Why Build a Custom News Aggregator?
Google Alerts and Feedly are fine for casual monitoring, but they fail when you need comprehensive, real-time coverage of niche topics. Commercial solutions like Meltwater or Cision charge $500-2000+/month for what you can build yourself with Python and a few APIs.
This guide walks you through building a production-grade content aggregation system that scrapes news sites, blogs, forums, and social platforms — then uses AI to deduplicate, summarize, and surface the most relevant content automatically.
Architecture Overview
The system has four stages: collection, processing, intelligence, and delivery. Each stage runs independently, connected through a message queue for reliability.
Stage 1: Multi-Source Content Collection
The foundation is a fleet of specialized scrapers, each optimized for a different source type. RSS feeds are the easiest starting point — most news sites still publish them, and they're structured data you don't need to parse from HTML.
For sites without RSS feeds, you need web scrapers. The key is building source-specific extractors that handle each site's DOM structure, JavaScript rendering requirements, and pagination patterns. Using Apify actors simplifies this significantly — pre-built scrapers handle the infrastructure while you focus on extraction logic.
Critical sources to include: mainstream news (Reuters, AP, Bloomberg), tech news (TechCrunch, The Verge, Ars Technica), community platforms (Hacker News, Reddit, Dev.to), and industry-specific blogs. Our Hacker News Scraper and Web Content Crawler handle two of the most valuable sources out of the box.
Stage 2: Content Processing Pipeline
Raw scraped content is messy. The processing pipeline handles: HTML stripping and text extraction, language detection, duplicate and near-duplicate detection (using MinHash/LSH for fuzzy matching), entity extraction (people, companies, products mentioned), and metadata normalization (dates, authors, sources).
Deduplication is the hardest problem. The same story gets published across dozens of outlets with slight rewrites. Simple URL matching catches exact duplicates, but you need semantic similarity (cosine similarity on TF-IDF vectors or sentence embeddings) to catch paraphrased versions.
from sklearn.feature_extraction.text import TfidfVectorizer
from sklearn.metrics.pairwise import cosine_similarity
import numpy as np
def find_duplicates(articles, threshold=0.85):
"""Find near-duplicate articles using TF-IDF cosine similarity."""
texts = [a['title'] + ' ' + a['text'][:500] for a in articles]

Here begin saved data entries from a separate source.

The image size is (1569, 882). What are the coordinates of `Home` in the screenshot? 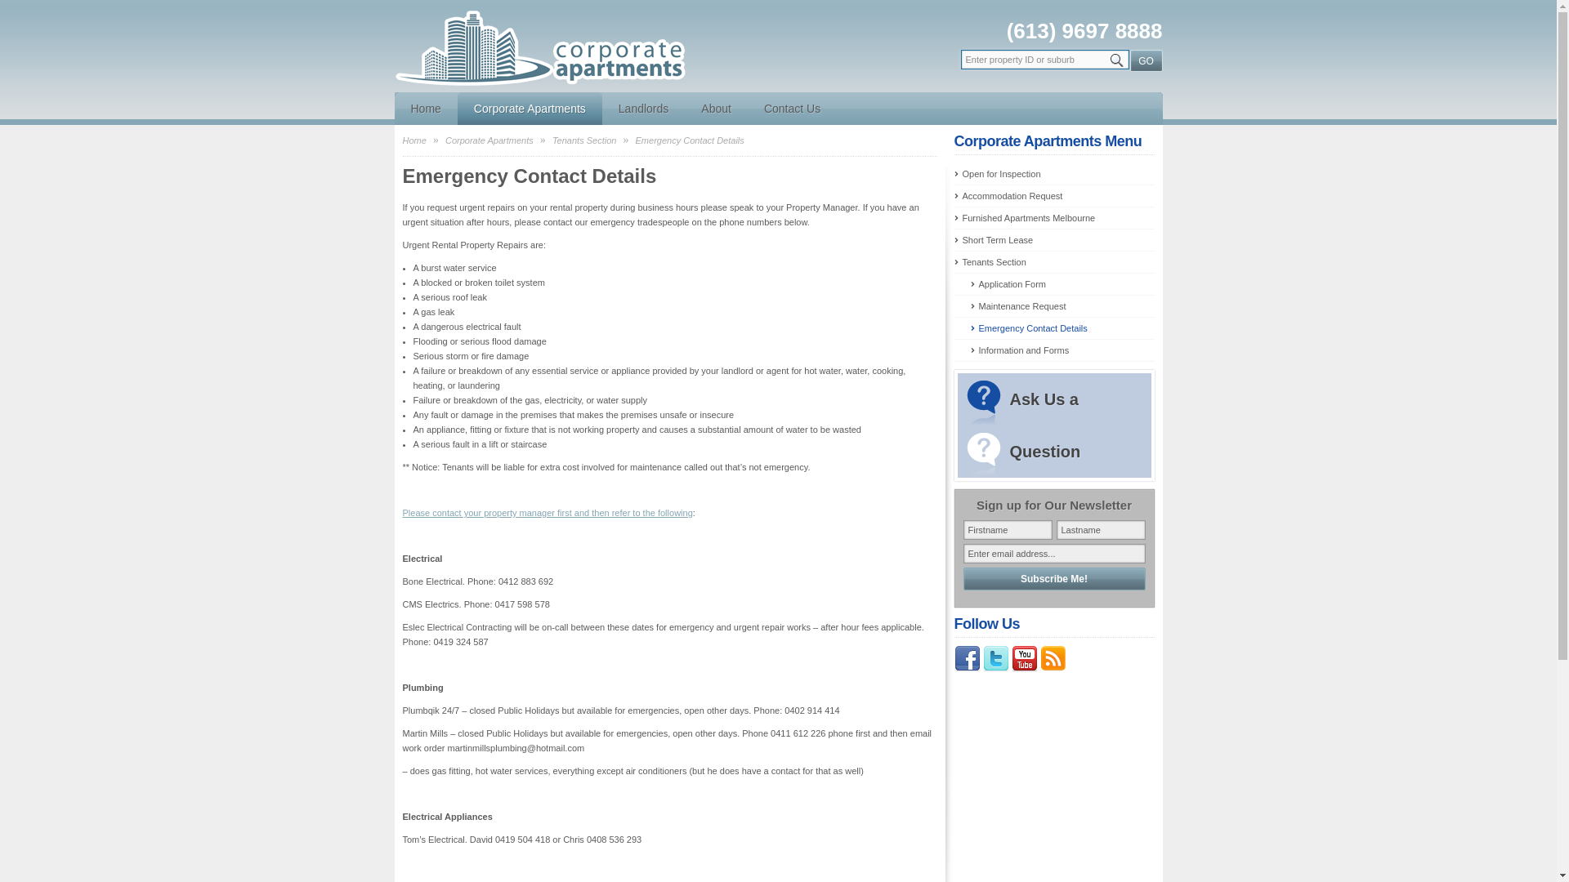 It's located at (425, 109).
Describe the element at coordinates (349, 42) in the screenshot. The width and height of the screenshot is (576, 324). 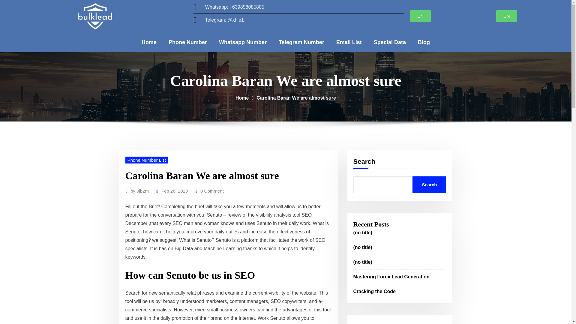
I see `Email List` at that location.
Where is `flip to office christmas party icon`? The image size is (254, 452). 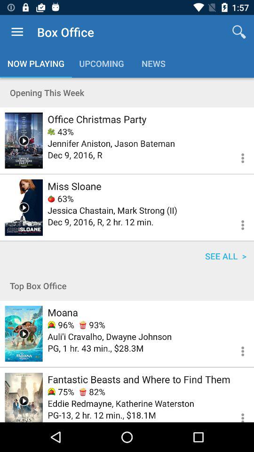
flip to office christmas party icon is located at coordinates (97, 119).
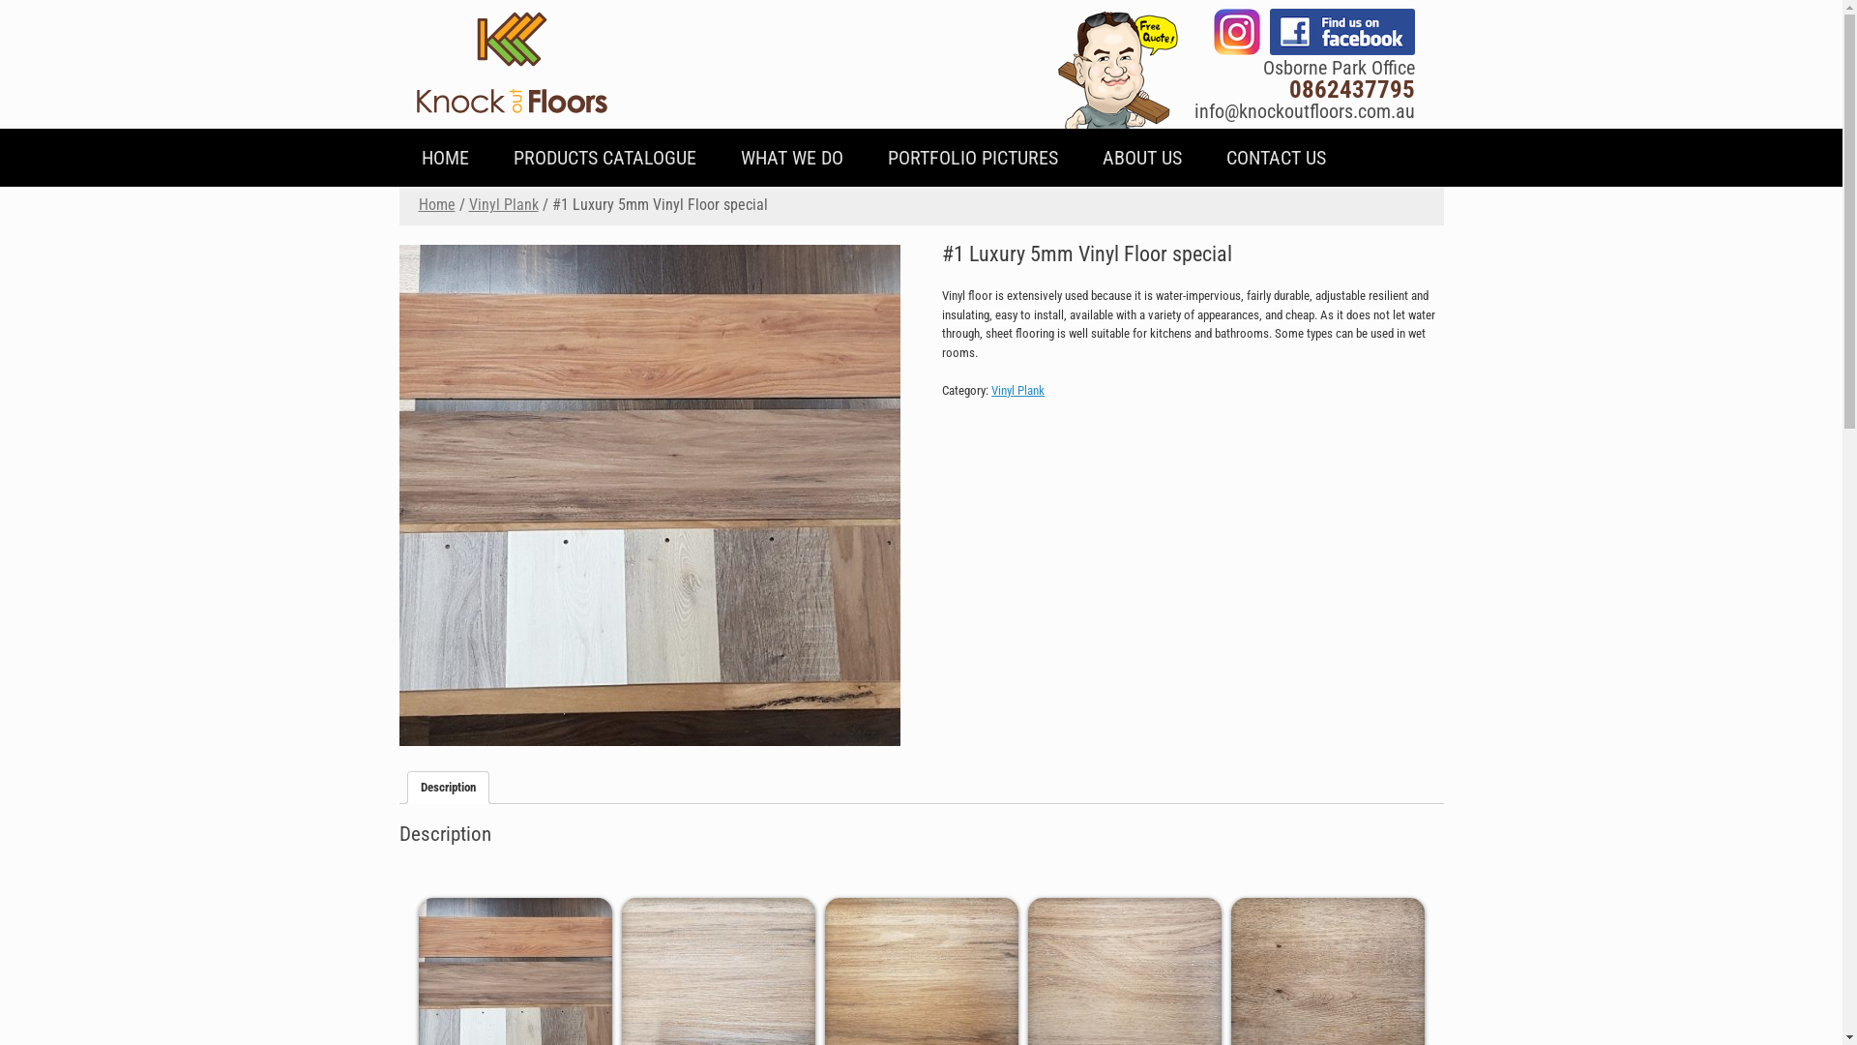  What do you see at coordinates (447, 787) in the screenshot?
I see `Description` at bounding box center [447, 787].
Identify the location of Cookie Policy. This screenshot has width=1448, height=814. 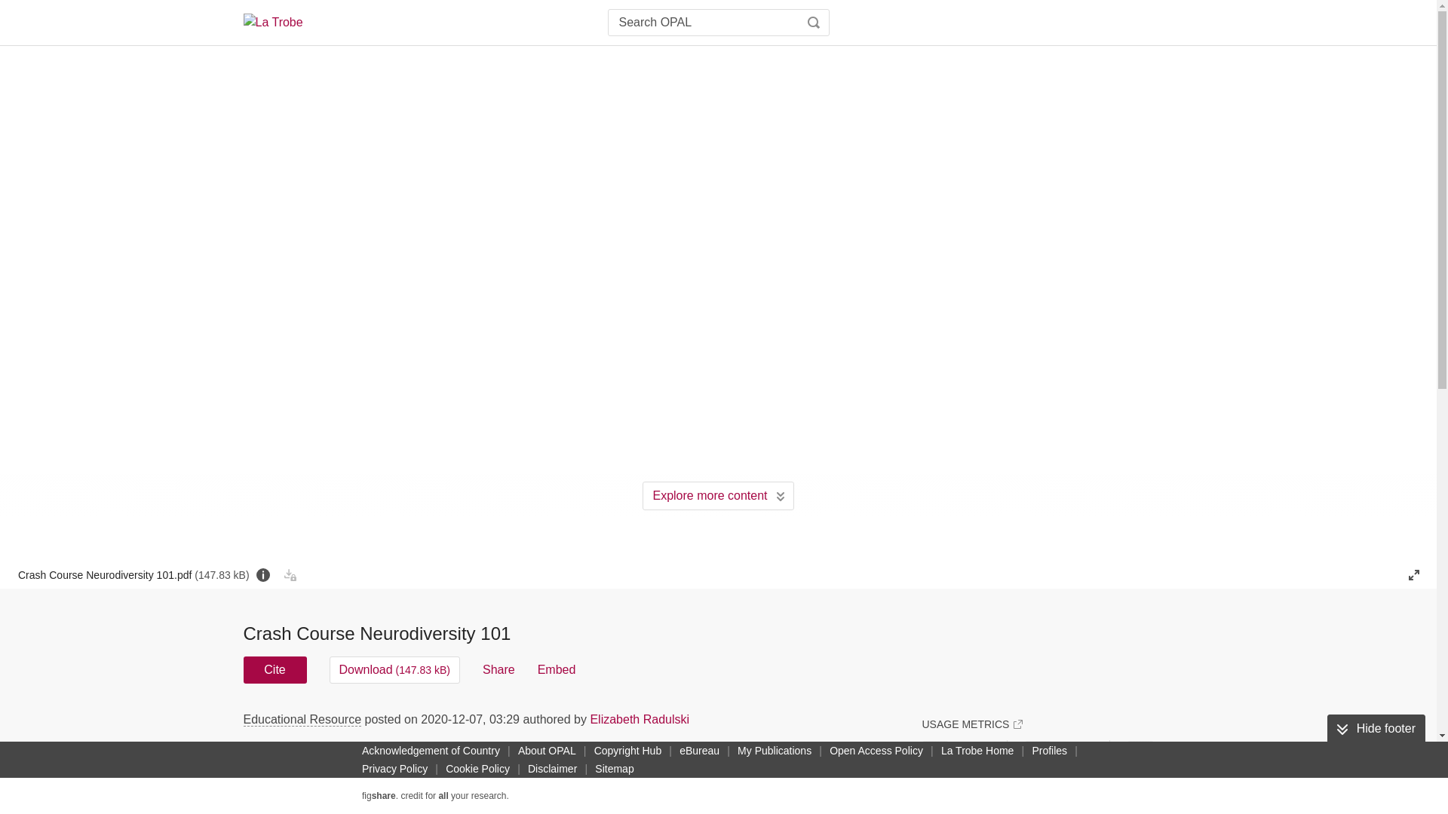
(477, 769).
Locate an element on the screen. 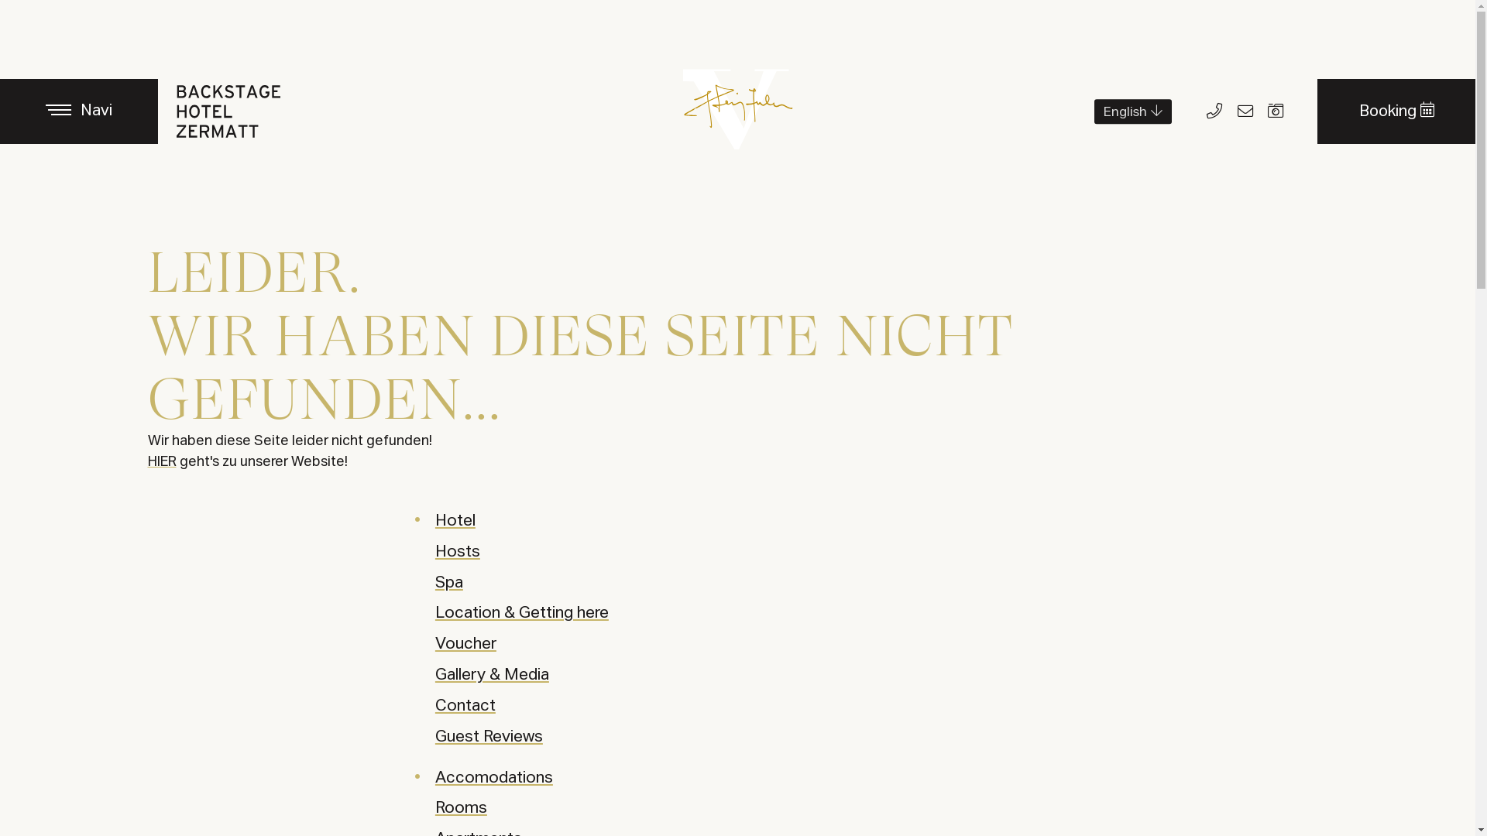  Booking is located at coordinates (1396, 112).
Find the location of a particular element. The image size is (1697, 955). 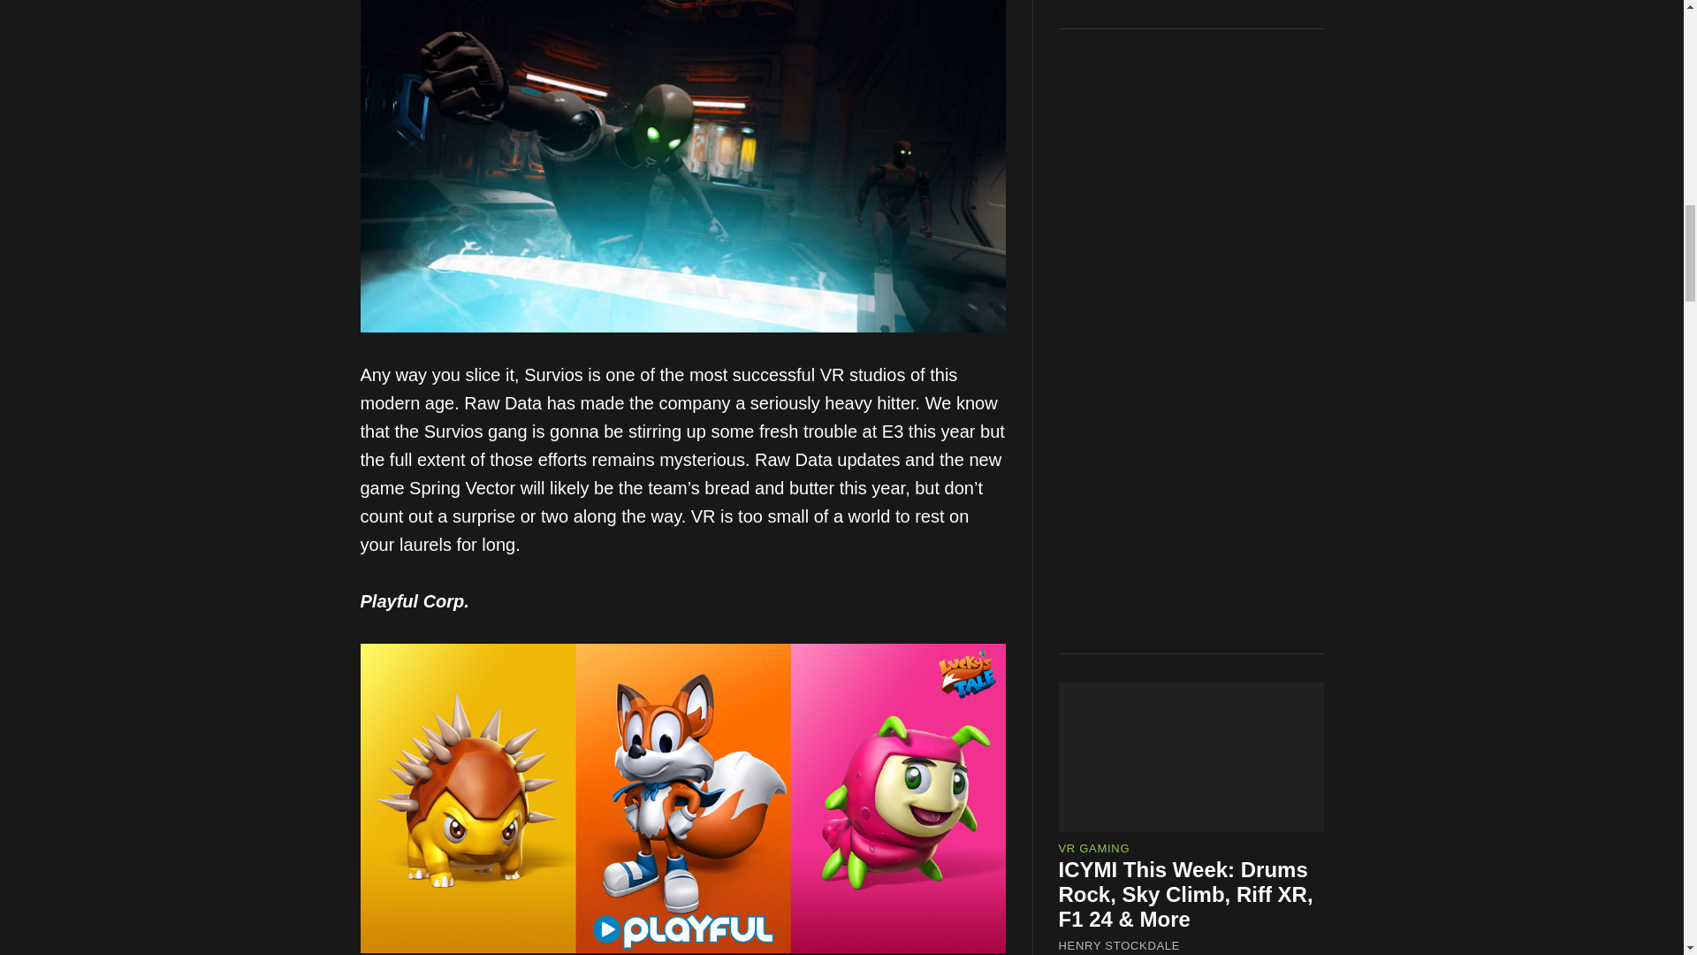

VR GAMING is located at coordinates (1094, 909).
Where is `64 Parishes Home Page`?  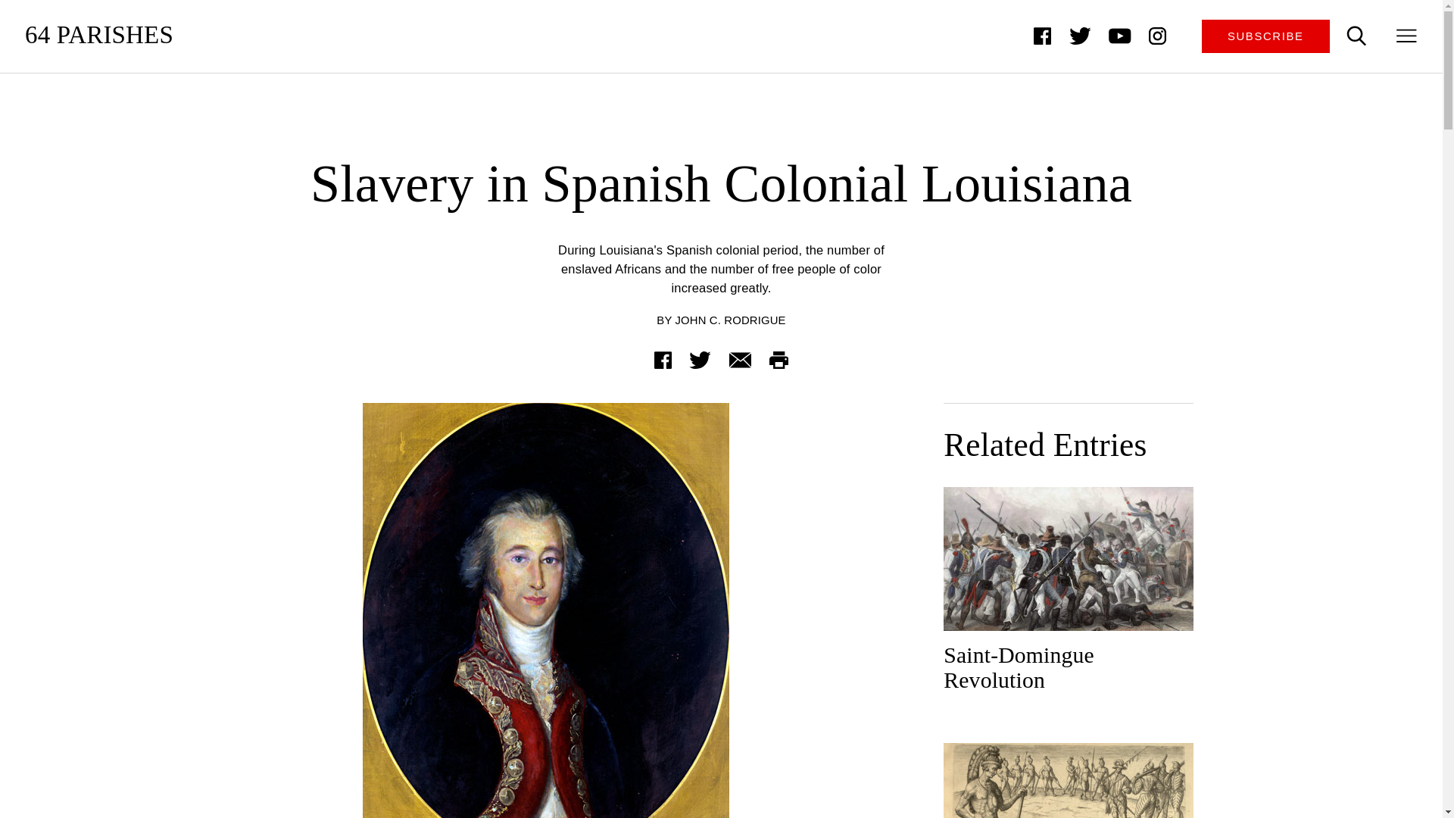 64 Parishes Home Page is located at coordinates (98, 36).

tfidf = TfidfVectorizer(max_features=10000, stop_words='english')
matrix = tfidf.fit_transform(texts)
similarities = cosine_similarity(matrix)
duplicates = []
for i in range(len(articles)):
for j in range(i+1, len(articles)):
if similarities[i][j] > threshold:
duplicates.append((i, j, similarities[i][j]))
return duplicates
Stage 3: AI-Powered Intelligence Layer
This is where AI transforms raw content into actionable intelligence. The intelligence layer handles three key tasks: summarization, topic classification, and relevance scoring.
For summarization, LLMs (GPT-4, Claude, or open-source models via Ollama) generate concise summaries of each article. The trick is providing good prompts that extract the key facts without hallucinating details.
Topic classification uses a combination of keyword matching and LLM-based categorization. Start with a taxonomy of topics relevant to your domain, then train a classifier (or use zero-shot classification with sentence-transformers) to bucket each article.
Relevance scoring is the most valuable piece. A scoring model that considers recency, source authority, topic match, entity relevance, and engagement signals (social shares, comment count) produces a single relevance score for each article. This determines what surfaces in your daily digest.
Stage 4: Delivery and Alerting
The final stage delivers curated content through multiple channels: daily email digests (top 10 articles, AI-summarized), Slack/Discord alerts for breaking news (relevance score above threshold), RSS feed output (for consumption by other tools), and a web dashboard for browsing the full archive.
The daily digest is the most popular output format. Structure it with sections: "Top Stories" (highest relevance score), "Trending Topics" (emerging themes), "Competitor Watch" (mentions of tracked companies), and "Deep Dives" (long-form content worth reading in full).
Production Considerations
Running this in production requires attention to several details. Rate limiting is essential — don't hammer news sites with requests. Respect robots.txt and use reasonable delays between requests. Storage grows fast: plan for 10-50 GB/month of text data depending on how many sources you monitor. Use PostgreSQL with full-text search for efficient querying.
Error handling matters more than you think. Sources go down, change their HTML structure, add CAPTCHAs, or block your IP. Build monitoring that alerts you when a source stops producing content, and design your scrapers to fail gracefully.
Cost Breakdown
Running a production news aggregator monitoring 100+ sources costs approximately: $30-50/month for scraping infrastructure (Apify, proxies), $20-40/month for LLM API calls (summarization, classification), $10-20/month for hosting (PostgreSQL, web server), and $5-10/month for email delivery. Total: $65-120/month — versus $500-2000/month for commercial solutions.
Getting Started
Start small: pick 10 sources in your niche, set up RSS scraping, and build the deduplication pipeline. Add AI summarization once you have reliable data flowing. Scale sources gradually — each new source type (social media, forums, newsletters) requires its own extraction logic.
The nexgendata actor library on Apify provides pre-built scrapers for many common sources. Combine these with a Python processing pipeline and an LLM API for the intelligence layer, and you'll have a production aggregator running within a weekend.
Tools Referenced
- Web Content Crawler — General-purpose article extraction
- Hacker News Scraper — Tech community monitoring
- AI Sentiment Analyzer — Content sentiment scoring
- Full nexgendata toolkit — 50+ data collection actors
Want pre-built data packs instead of building scrapers? Check our data products on Gumroad for ready-to-use datasets updated weekly.
About the Author
The Next Gen Nexus covers AI agents, automation, and web data — practical guides for developers, analysts, and businesses working with data at scale.